Frederick Health’s implementation of precision medicine demonstrates how technology can transform clinical decision-making through intelligent integration of genetic and pharmacogenomic data. Their pioneering program embeds discrete genetic information directly within their EMR, providing physicians with actionable insights precisely when they need them during patient care.


“For pharmacogenomics, we are doing tests on the medications your genes process. You actually

have about five genes that help process about 75% of the medications that you take,” explains Rice. This genetic information appears as intuitive green, yellow, and red alerts during medication ordering, making complex genetic data immediately useful in clinical decisions. The system updates weekly to incorporate new research, ensuring clinicians always have access to current evidence based recommendations.


The program’s success stems largely from its seamless integration into existing clinical workflows. Rather than requiring providers to access separate systems or take additional steps, genetic insights appear automatically within their normal EMR experience. This integration extends to clinical decision support, where genetic information helps guide treatment choices without disrupting the natural flow of care.


“One of our employees had a daughter who was at college and not functioning well. She was on Lexapro and not doing well for almost a year. The doctor kept increasing her dose,” Rice shares. After genetic testing revealed she was a rapid metabolizer of the medication, her treatment plan was adjusted, resulting in significant improvement.


The program maintains financial sustainability through multiple channels. Beyond direct patient care improvements, it enhances clinical trial matching capabilities, improves documentation accuracy, and reduces adverse drug events. The system also creates new revenue opportunities through more appropriate medication management and increased clinical trial participation.


THE PATH FORWARD: BALANCING SCALE AND PERSONALIZATION


The path forward requires a thoughtful balance of standardization and personalization. While

technology must scale efficiently across healthcare systems, it must also flex to accommodate the diverse needs of different care settings, from rural critical access hospitals to urban academic medical centers. As the healthcare landscape continues to evolve, organizations that wait to modernize their technology approach risk falling further behind. Those that move forward thoughtfully, using the frameworks and lessons outlined in this paper, can begin creating healthcare environments that work better for everyone - patients, providers, and health systems alike.

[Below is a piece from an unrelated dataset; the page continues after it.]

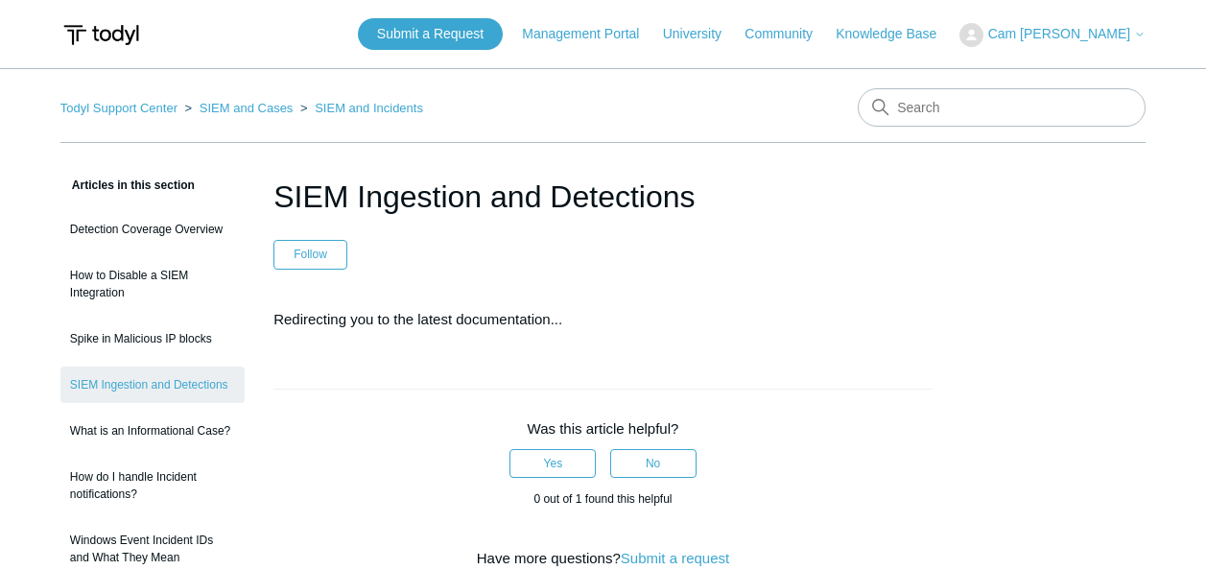  Describe the element at coordinates (152, 229) in the screenshot. I see `a: Detection Coverage Overview` at that location.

“We’re already achieving meaningful results with these technologies today, but there’s so much

more opportunity ahead,” said Dr. Rao.


The future of healthcare technology lies not in forcing standardization, but in creating scalable solutions that can adapt to diverse needs while building trust through transparency, reliability, and credibility. By embracing this approach, healthcare organizations can begin bridging the widening gap between healthcare supply and demand, creating a more sustainable future for American healthcare.